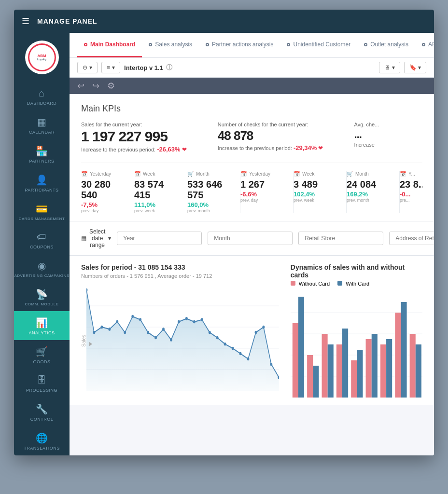  I want to click on period-icon-2: 🛒, so click(191, 174).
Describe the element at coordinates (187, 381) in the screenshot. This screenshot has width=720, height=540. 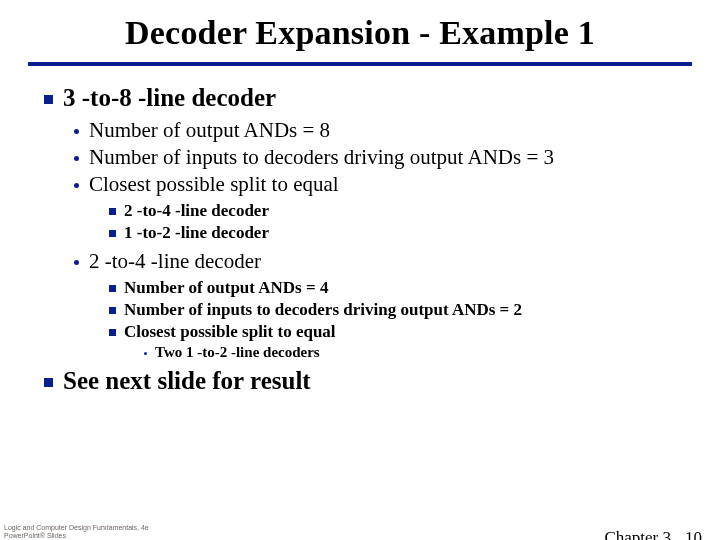
I see `bullet-text: See next slide for result` at that location.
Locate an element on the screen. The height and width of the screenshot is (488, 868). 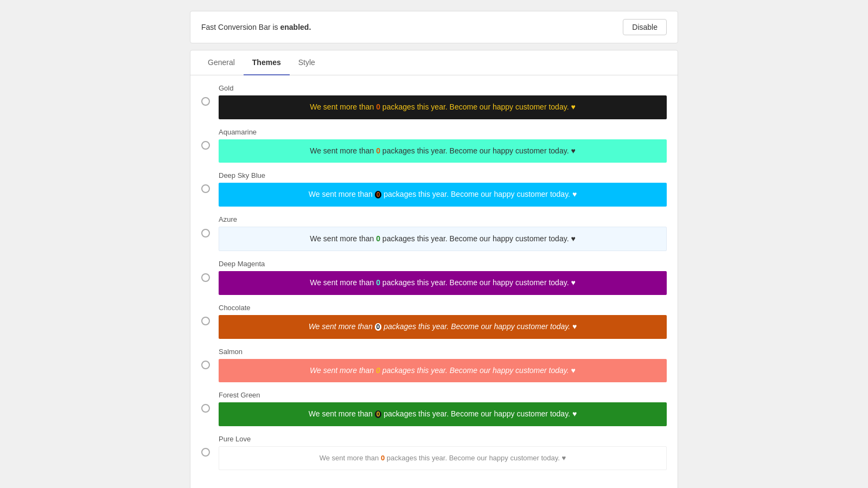
theme-radio-gold is located at coordinates (206, 101).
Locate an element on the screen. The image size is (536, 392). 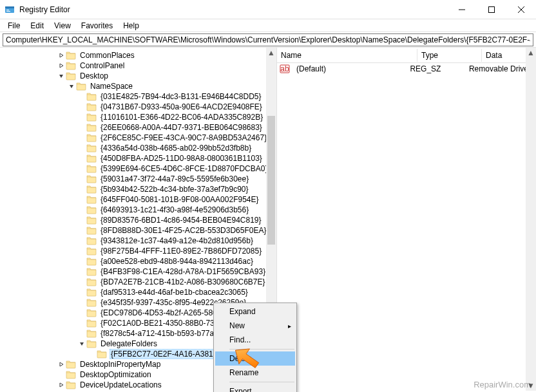
context-menu-item: Delete is located at coordinates (255, 359).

##############################

* [Problem statement] Exclude the pictures and write out exactly the lines from the one holding "Locate an element on the screen. The height" through the end of the entries, inclusive, and only those.

* [Worked solution]
Locate an element on the screen. The height and width of the screenshot is (488, 868). 
theme-radio-gold is located at coordinates (206, 101).
Locate an element on the screen. The image size is (536, 392). 
context-menu-item: Delete is located at coordinates (255, 359).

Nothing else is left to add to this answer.